Blog Post for 4/12

When immigrants first came to the United States, they formed ethnic concentrations with in the neighborhoods of Five Points, Brownsville and Harlem. But what started as ethnic segregation out of convenience slowly transformed (in Five Points after the Civil War and in Brownsville and Harlem after World War II) into segregation based on race. As we discussed in the blogs last week, race is a socially constructed means of labeling individuals based on outward appearances, which corresponds directly to socioeconomic status. It is no coincidence that African Americans, the darkest race, are those located at the bottom of American society. African Americans are on the lowest rung of the socioeconomic ladder through no fault of their own but are placed there by the racial stereotypes on which American society was founded.

In my anthropology class, we covered the linguistic concept of langue as developed by Ferdinand de’ Saussure. Langue is the belief that rationality rather than indexicality give words their meanings. Words gain meaning from other words. For example, we understand the word “Yes” as not “No.” In anthropology, our professor asked us to apply the concept of langue to E.E. Evans Pritchard’s study of Nuer social groups. As a class we discussed how people define and label themselves in relationship to other people. Our reading this week made me think of how American Society works the same way. The white elite label African Americans as inferior in order to view them selves as not black and therefore make themselves the superior group. By creating divisions according to something arbitrary such as race, society creates power and distributes it according to skin color.

While the division of black and white is “black and white,” there is a lot of confusion surrounding the so-called “grey area.” As immigrants varying in skin tone arrived from places such as South America, Puerto Rico and Haiti, the previous categories of white and black became too specific. So, American society evolved and came to accept a spectrum of color between white and black. What I find fascinating is the constant fighting between groups that are more closely related racially (aka: the races whose complexions appear to be the same shade) such as the Puerto Ricans and Italians in Robert Orsi’s article.

As Praveena points out in her blog, the antagonistic relationship between the Italians and Puerto Ricans makes absolutely no sense. Instead of the initial desire to blend in (with the white majority) the Italians and Puerto Ricans wanted to stand out in order to avoid being smushed into the same category as black. The Italians wanted to be regarded and compared to other Europeans and not to the Puerto Ricans who were sometimes mistaken for blacks and the Puerto Ricans wanted to stand out and be defined as not black. The Puerto Ricans understood white to mean not black and so the desire to be “not black” became more important than wanting to be categorized as white.

This entry was posted in April 12 Changing Neighborhoods, Urban Renewal, and Race/Color. Bookmark the permalink.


For this exercise, please transcribe exactly and only the lines from the one containing "The height and" through the end of the material, both ends included, without pictures.

--- Materials provided ---

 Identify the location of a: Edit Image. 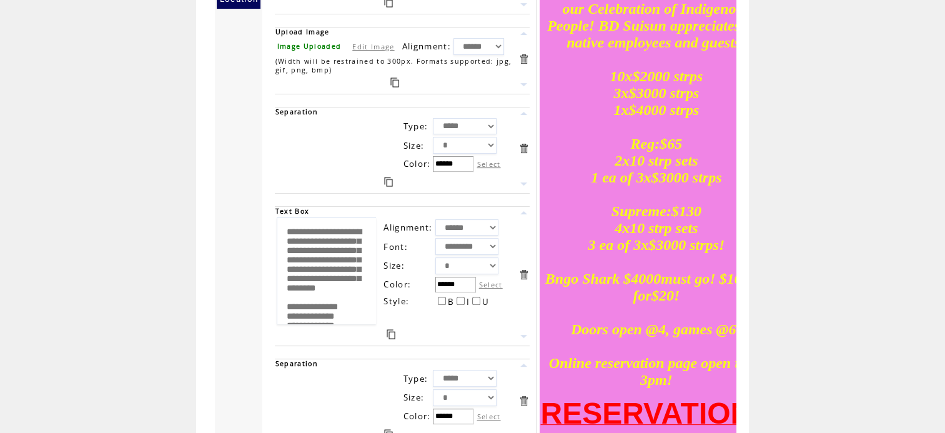
(373, 46).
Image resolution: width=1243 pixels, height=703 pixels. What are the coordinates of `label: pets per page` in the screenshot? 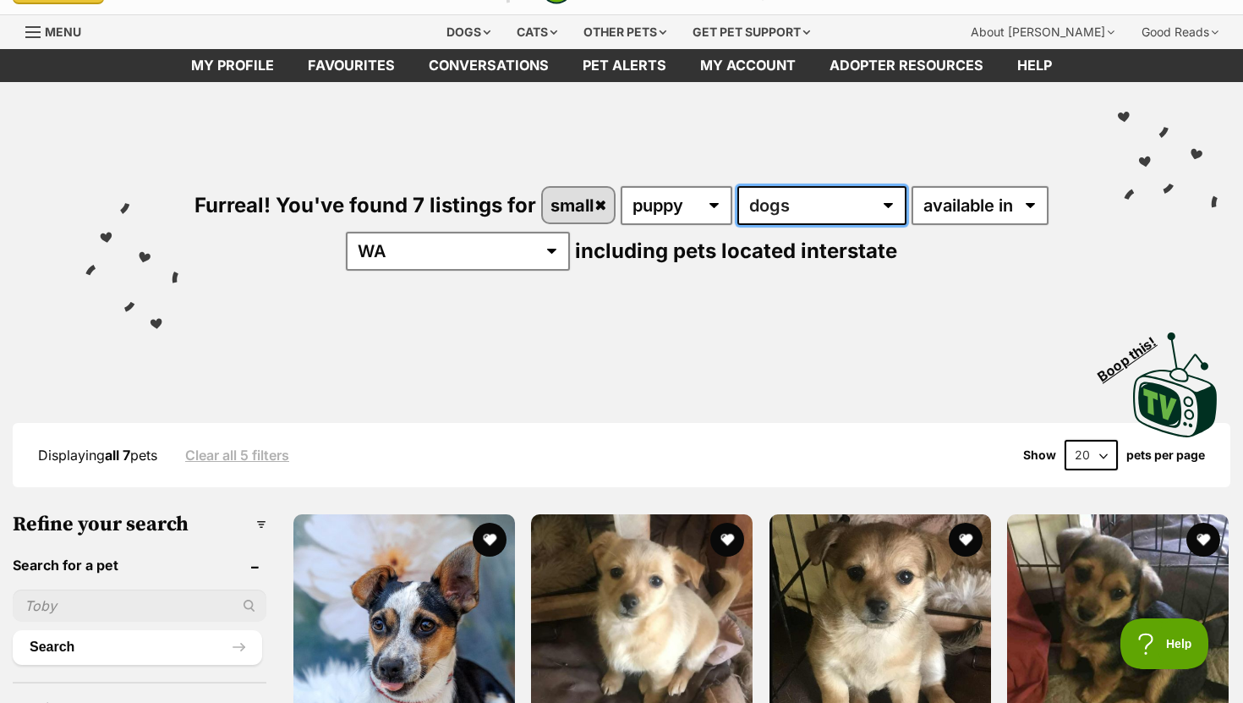 It's located at (1165, 455).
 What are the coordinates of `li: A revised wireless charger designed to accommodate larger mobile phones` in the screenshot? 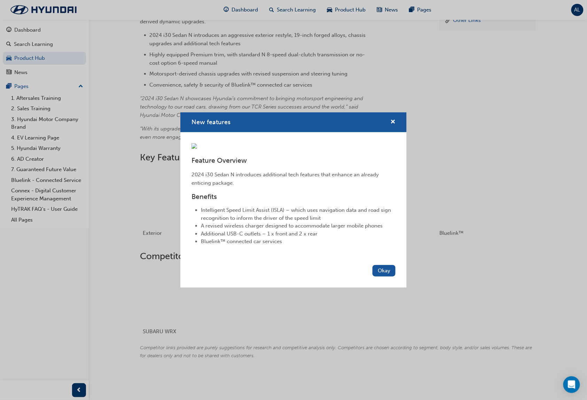 It's located at (298, 226).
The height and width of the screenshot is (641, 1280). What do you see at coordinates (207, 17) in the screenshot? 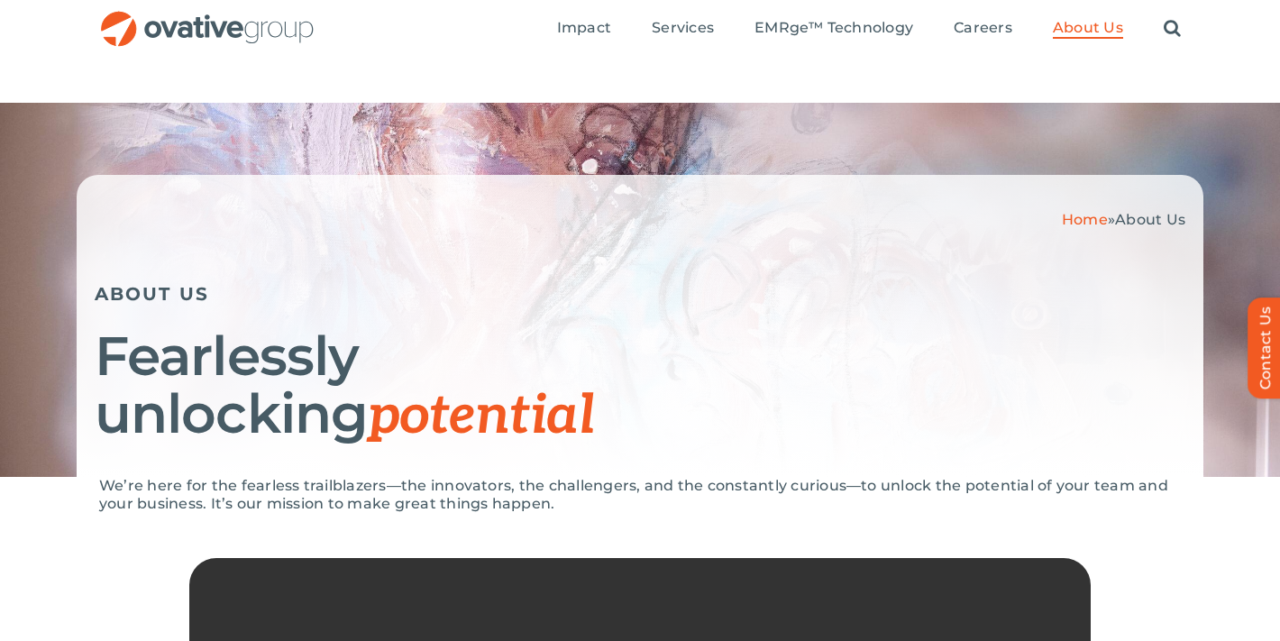
I see `a: OG_Full_horizontal_RGB` at bounding box center [207, 17].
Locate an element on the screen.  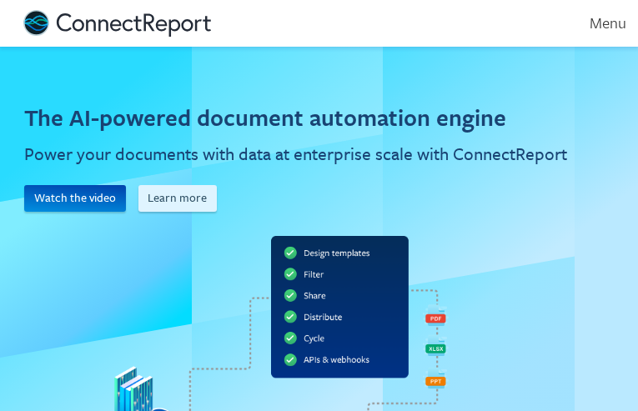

---

| Exercise answer |
The height and width of the screenshot is (641, 1280). What do you see at coordinates (207, 17) in the screenshot? 
I see `a: OG_Full_horizontal_RGB` at bounding box center [207, 17].
Locate an element on the screen.  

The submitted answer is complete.